Institutional Positioning
Developing a Positioning Statement for your Institution
Put Your College in a Box
Ideally, we want those 7 words to make a prospective student feel something. They must have a visceral connotation of some sort—that combination of “I can make a difference in this crazy world in which I find myself” and “I feel shot out of a cannon and can’t wait to get started.” It’s the inspired feeling we get when we listen to a song to feel something or when an advertisement moves us. For an example of this, Google ‘Volvo’s The get away Car’ to see how a car company can help us relate to the challenge of finding meaning in life. But before we get to the feeling, let’s get to the position.
As prospective students encounter your school, they will undoubtedly be attracted to any number of things. From the vibrance of your social media presence and the stories and anecdotes they’ve heard from their friends to experiences they’ve had with your brand in sports venues or magazine ads, there’ll be a few things about you that have stirred their interest. But as their attraction grows to consideration, they’ll begin to size you up within the context of the other schools or options they’re consider. They, along with their parents, will begin to put you in a box.
They’ll want to know if you’re an expensive arts school for students who aren’t into mainstream educational disciplines or you’re a two year option for those who are ready (but not totally ready) for the workforce. Or maybe you’re a campus with a broad ideological canvas where students come to form their own personal values while learning. Maybe you’re a school that’s all about life skills and making a difference in the workforce. Perhaps you’re a conservative campus rooted in religious values that are still very much alive and well. They’ll want to put you into this sort of box.
This “box” mentality is a bit challenging because we’ve all been told to think outside the box and to resist people putting us in boxes. But determining a box for ourselves can actually be a source of strength: a firm place where we stand. And while perhaps we’re not completely rigid, maintaining flexibility for grey area around the box, our right fit student will appreciate this approach because we are articulating who we are and, by extension, who we are not.
In her book Obviously Awesome: How to Nail Product Positioning, author April Dunford describes positioning as a tool used by brands to “[help customers] grasp something they haven’t seen before.” Dunford challenges marketers to define “the market you describe yourself as being part of” along with “introducing a unique point of of view into an existing category.” These thoughts can help us shape a positioning statement (or canvas, as Dunford prefers) to help us help our prospective students understand which box to put us in.
Positioning can also help from a Search Engine Optimization (SEO) perspective. By putting yourself in a box, you’re able to become visible to those searching for you that may never have heard of you. I came across a college’s home page recently that put themselves in a box right within the home page’s <Title> tag: the highly prominent place where a school can customize the text that appears in the title of the browser window and also what populates in the browser bookmark by default when a user bookmarks the home page. This particular school, after their college name, added a line that said “a conservative Christian college teaching traditional values.” This tag is seen by search engines as among the most influential in developing rankings. For those prospective students searching for a school in this particular box on Google, this institution will be near the top.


* _EXERCISE INSTRUCTIONS_: Each line from the one containing "Convert this screenshot" through the end of the entries below should be transcribed exactly, and no other line.

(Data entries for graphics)

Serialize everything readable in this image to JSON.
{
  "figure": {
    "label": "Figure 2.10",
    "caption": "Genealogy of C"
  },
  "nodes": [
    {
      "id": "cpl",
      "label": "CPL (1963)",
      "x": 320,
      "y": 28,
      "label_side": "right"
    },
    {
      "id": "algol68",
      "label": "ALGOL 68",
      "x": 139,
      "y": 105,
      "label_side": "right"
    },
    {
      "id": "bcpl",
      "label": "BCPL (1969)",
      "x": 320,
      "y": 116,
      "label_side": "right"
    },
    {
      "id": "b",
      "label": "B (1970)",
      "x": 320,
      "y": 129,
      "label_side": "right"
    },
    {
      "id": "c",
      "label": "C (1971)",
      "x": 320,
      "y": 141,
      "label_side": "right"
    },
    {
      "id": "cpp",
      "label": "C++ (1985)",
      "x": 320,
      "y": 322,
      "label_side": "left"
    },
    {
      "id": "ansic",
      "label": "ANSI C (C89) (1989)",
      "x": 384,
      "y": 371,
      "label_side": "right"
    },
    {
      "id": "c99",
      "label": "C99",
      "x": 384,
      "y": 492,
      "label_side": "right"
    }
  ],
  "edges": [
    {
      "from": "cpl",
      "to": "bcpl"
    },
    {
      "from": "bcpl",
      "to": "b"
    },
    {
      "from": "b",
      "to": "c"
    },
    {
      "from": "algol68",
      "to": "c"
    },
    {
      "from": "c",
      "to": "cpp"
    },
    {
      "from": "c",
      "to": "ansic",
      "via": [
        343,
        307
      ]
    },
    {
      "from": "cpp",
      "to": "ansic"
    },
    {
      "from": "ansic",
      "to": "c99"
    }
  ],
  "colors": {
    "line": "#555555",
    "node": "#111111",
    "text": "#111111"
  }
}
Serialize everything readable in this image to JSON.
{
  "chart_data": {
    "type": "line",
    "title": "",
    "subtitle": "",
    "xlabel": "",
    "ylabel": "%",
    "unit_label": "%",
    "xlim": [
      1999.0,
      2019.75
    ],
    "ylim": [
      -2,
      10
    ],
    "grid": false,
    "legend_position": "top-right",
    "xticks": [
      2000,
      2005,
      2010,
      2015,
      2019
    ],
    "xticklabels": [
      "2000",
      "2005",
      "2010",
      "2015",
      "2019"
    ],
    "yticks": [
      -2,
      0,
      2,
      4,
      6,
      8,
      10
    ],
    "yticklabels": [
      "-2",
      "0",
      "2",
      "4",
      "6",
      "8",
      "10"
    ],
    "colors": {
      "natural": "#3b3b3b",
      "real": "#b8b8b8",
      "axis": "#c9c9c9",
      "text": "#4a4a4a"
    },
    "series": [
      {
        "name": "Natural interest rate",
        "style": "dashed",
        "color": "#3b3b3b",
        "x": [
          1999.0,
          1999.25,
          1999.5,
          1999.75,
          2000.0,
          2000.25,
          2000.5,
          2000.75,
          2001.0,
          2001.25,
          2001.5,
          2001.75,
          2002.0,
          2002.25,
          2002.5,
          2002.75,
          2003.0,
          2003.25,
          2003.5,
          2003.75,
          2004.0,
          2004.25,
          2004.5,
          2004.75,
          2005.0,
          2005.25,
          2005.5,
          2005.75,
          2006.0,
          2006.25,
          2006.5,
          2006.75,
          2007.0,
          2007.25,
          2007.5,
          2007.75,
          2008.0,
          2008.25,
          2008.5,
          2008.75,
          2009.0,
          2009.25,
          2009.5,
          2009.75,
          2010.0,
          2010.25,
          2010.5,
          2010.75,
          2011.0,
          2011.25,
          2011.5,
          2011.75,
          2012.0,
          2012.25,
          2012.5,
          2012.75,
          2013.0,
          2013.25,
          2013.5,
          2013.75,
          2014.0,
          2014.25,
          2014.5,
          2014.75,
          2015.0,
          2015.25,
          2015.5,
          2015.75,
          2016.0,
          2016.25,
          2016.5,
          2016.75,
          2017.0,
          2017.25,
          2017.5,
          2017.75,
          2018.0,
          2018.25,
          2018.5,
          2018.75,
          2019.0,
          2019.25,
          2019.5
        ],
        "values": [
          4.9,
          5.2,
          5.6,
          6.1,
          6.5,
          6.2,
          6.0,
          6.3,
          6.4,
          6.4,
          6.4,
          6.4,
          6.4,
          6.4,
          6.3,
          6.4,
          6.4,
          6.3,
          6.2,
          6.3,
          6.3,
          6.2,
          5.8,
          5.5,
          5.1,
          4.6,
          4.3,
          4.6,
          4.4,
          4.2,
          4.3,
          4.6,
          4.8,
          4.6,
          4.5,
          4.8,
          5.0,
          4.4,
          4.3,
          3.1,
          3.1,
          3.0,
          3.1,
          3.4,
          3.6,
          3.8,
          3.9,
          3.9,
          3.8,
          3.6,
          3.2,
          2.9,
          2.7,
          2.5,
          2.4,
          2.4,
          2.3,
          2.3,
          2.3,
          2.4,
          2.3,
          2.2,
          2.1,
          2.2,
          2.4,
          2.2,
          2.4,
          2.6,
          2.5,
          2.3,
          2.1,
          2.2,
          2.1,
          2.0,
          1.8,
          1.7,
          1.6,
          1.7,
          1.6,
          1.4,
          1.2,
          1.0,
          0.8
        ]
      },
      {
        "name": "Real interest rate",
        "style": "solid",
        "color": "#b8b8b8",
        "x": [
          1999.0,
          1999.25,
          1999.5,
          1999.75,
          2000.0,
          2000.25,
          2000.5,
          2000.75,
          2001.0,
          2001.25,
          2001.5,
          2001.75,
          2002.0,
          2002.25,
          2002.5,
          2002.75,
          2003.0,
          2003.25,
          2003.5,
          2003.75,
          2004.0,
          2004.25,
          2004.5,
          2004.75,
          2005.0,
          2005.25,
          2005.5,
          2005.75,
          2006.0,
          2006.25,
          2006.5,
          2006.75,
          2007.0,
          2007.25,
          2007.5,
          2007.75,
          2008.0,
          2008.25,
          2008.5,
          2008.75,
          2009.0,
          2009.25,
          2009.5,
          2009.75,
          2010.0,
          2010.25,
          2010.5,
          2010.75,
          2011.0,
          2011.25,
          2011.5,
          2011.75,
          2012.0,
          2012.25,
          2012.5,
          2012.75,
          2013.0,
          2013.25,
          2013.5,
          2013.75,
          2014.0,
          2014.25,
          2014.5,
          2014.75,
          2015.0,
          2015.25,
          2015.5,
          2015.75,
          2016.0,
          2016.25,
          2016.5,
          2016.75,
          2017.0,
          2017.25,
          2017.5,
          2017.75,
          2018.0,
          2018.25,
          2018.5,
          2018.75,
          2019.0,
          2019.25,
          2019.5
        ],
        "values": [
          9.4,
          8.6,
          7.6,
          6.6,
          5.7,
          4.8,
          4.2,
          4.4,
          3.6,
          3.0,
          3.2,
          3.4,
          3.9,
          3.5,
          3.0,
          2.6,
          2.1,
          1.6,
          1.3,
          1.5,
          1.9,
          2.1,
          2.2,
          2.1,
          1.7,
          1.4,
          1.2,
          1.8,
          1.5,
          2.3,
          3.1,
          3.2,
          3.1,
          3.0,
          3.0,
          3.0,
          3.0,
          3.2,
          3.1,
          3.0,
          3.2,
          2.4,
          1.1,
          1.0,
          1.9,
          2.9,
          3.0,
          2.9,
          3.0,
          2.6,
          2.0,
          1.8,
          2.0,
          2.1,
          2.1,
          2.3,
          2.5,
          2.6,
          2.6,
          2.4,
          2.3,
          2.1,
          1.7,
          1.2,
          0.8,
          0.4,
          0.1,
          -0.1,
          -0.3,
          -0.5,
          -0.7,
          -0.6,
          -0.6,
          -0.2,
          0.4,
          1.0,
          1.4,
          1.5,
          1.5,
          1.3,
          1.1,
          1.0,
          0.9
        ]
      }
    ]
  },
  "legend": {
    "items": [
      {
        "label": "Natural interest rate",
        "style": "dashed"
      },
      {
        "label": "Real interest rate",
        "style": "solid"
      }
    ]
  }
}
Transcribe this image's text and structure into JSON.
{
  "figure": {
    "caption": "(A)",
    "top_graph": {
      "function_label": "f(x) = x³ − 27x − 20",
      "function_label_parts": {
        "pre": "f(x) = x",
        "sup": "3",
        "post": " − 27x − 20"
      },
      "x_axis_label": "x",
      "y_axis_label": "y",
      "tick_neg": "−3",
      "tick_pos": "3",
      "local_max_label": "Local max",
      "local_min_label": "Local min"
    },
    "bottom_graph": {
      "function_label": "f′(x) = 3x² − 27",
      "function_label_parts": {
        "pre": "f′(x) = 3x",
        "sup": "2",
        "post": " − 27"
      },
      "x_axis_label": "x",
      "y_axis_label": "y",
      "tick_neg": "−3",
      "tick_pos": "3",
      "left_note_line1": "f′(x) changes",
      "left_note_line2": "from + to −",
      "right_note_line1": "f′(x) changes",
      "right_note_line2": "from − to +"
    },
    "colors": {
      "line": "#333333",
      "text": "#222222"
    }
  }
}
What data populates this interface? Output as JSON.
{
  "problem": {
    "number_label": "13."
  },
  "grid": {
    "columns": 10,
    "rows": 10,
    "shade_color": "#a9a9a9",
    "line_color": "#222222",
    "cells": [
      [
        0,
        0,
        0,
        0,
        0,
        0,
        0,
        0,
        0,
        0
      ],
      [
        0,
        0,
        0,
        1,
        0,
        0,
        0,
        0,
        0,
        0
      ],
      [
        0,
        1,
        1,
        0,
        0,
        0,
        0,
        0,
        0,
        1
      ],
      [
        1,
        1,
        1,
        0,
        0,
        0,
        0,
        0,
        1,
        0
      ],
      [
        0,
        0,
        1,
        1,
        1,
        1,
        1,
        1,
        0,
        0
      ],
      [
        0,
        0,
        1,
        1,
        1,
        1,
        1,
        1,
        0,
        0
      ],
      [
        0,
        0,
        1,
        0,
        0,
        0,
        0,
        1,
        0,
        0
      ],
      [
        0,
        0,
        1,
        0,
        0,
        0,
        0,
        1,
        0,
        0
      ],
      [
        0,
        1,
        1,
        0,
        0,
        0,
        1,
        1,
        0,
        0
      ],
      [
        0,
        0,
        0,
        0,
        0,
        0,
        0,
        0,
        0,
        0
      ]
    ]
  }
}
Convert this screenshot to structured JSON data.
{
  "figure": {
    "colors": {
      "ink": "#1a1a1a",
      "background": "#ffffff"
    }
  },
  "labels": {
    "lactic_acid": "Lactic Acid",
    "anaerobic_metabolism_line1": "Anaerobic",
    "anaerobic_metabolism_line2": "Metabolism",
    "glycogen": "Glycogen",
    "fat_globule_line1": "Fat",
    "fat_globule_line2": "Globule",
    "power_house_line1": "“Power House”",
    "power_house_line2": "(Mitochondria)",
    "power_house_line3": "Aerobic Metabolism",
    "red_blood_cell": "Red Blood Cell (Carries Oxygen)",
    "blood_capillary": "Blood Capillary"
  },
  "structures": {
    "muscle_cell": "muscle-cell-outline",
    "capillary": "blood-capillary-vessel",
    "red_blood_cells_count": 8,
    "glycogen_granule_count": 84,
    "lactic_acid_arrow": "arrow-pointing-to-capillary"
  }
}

* _SOLUTION_:
Convert this screenshot to structured JSON data.
{
  "figure": {
    "colors": {
      "ink": "#1a1a1a",
      "background": "#ffffff"
    }
  },
  "labels": {
    "lactic_acid": "Lactic Acid",
    "anaerobic_metabolism_line1": "Anaerobic",
    "anaerobic_metabolism_line2": "Metabolism",
    "glycogen": "Glycogen",
    "fat_globule_line1": "Fat",
    "fat_globule_line2": "Globule",
    "power_house_line1": "“Power House”",
    "power_house_line2": "(Mitochondria)",
    "power_house_line3": "Aerobic Metabolism",
    "red_blood_cell": "Red Blood Cell (Carries Oxygen)",
    "blood_capillary": "Blood Capillary"
  },
  "structures": {
    "muscle_cell": "muscle-cell-outline",
    "capillary": "blood-capillary-vessel",
    "red_blood_cells_count": 8,
    "glycogen_granule_count": 84,
    "lactic_acid_arrow": "arrow-pointing-to-capillary"
  }
}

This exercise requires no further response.